Authors may not be able to sign e-books (yet), but the web provides many ways to connect with faraway readers, and some say e-publishing could one day expand an author's readership base far beyond the scope of both book tours and the printed press. Theo Armor, the book collector turned e-reader enthusiast, says as developing countries get wired, access to digital libraries could boost literacy.
"We're cutting down forests so middle-class people in the West can read," he says. "What about the little kid in the third world? This might be the only way they're going to get to read most books."
Back in 1971, with only a faint vision of what networked computing might become, Michael Hart founded Project Gutenberg, transcribing public-domain text to invent the (fre)e-book (and the first spam—he tried sending the Declaration of Independence to everyone on the primordial ‘Net). Today, the digitizing effort includes iBiblio, The Open Library, Google Book Search,and some very fancy scanners, resulting in hundreds of thousands of classics freely accessible on the web. Many more books still under copyright are also available for paid download, as well as indexed searches that reveal only the relevant paragraph or page as permission warrants.
Keeping a publisher's out-of-print backlist available digitally, whether to be sold as e-books or printed on demand, is something Ursula Le Guin endorses.
"I think it's a grand idea, and the way to go—so long as the principle of copyright gets maintained; and that's quite a can of worms, on the Web."
Many authors, agents, and publishers worry that if e-books become mainstream, digital pirates will plunder profits. Currently, digital rights management (DRM) restrictions mean purchased e-books can only be installed on one device. Jeff Gomez actually advocates DRM-free e-book files, saying people prefer to pay a little more for the ability to read a book on all of their devices. He notes that the music industry is beginning to adopt this model, with profits remaining strong. He says the biggest risk to publishing is not e-pirates, but its refusal to set sail into the digital sea itself.
"[I]f it doesn't, then people won't only turn away from books, but they'll also turn away from the stories and ideas found inside books."
No matter what the longer-term future holds for the book, paper and pixel will continue to co-exist for now.

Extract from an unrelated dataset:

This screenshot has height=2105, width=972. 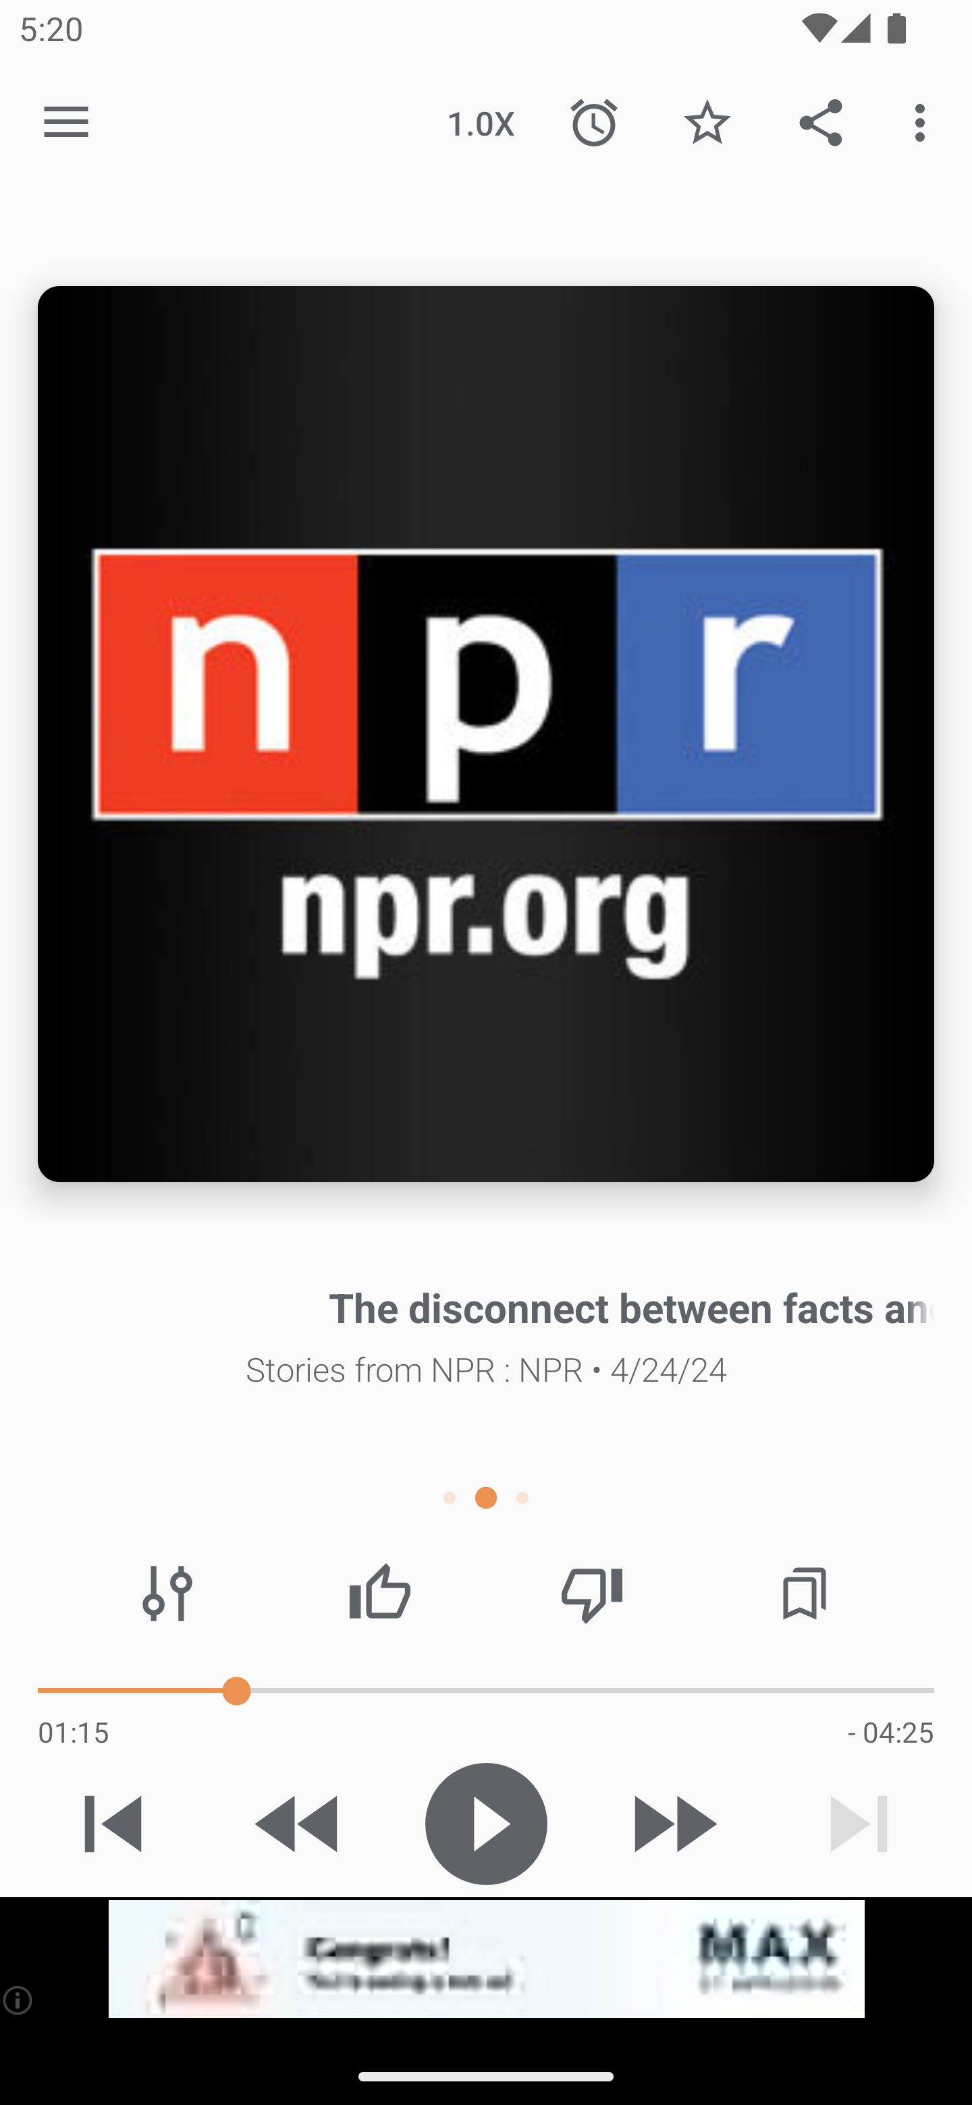 I want to click on Share, so click(x=820, y=122).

"It's the last information system to be completely overwhelmed by the computer," says Bill Petrocelli, pointing out that movie and music formats have come and gone while print remains. He thinks some books are actually more appropriate for web delivery-tax filing how-to manuals, for example-whereas he can't see books for young children ever leaving the physically printed realm. "Kids just love the touch and feel."
Little Sophia Schlag would seem to concur, excitedly tearing the dust jacket off a book her mother Alicia is trying to read. Plopped down in front of her own books, the one-year-old flips merrily through their sturdy cardboard pages, stacking them around herself like a fortress.

"Oh, she loves books all right," smiles Alicia. "She's got that whole container full of toys, but she almost always goes for the books."
Mother's statement proves correct; Sophia refuses to be lured away by various whirling and animal-sound-making doodads. But when a laptop appears, she kicks her books out of the way to get at it, showing herself to be as much a novelty-seeking creature as the rest of her species. This baby bibliophile may yet be oblivious to the question of the future of the book, but she is growing up in a world where the answers may be ever more novel indeed.
–Naomi Bock is a writer and filmmaker working on her first novel, which she plans as both a printed book and a web-based multimedia project.